■ Data

______

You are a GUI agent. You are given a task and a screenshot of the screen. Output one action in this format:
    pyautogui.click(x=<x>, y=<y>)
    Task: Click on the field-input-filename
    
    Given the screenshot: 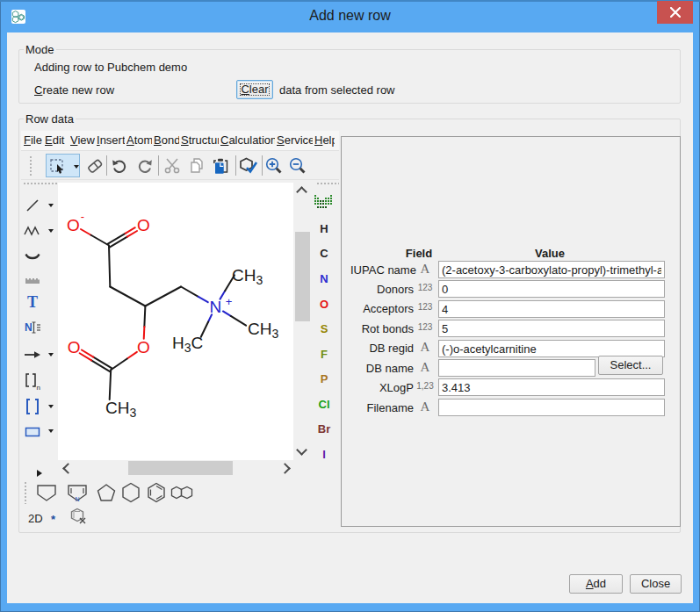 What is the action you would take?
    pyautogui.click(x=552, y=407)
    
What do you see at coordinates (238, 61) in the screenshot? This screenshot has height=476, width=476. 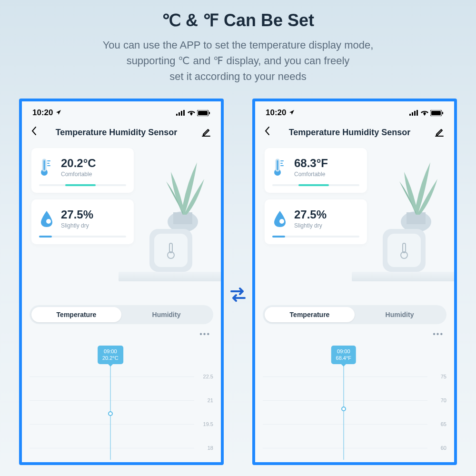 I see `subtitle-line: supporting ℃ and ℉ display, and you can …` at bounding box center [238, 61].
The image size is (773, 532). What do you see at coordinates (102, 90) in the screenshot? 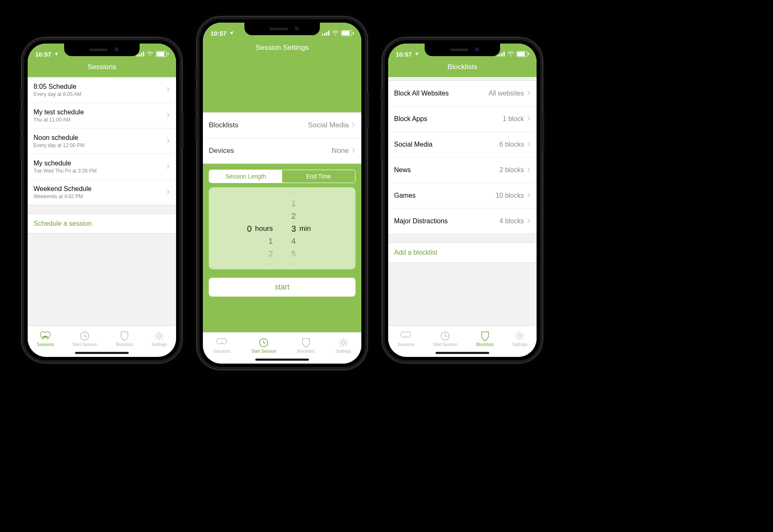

______

■ What to do
Transcribe the material exactly, stopping after the "Task: Click on the field-input-filename" line.

■ Written solution
You are a GUI agent. You are given a task and a screenshot of the screen. Output one action in this format:
    pyautogui.click(x=<x>, y=<y>)
    Task: Click on the field-input-filename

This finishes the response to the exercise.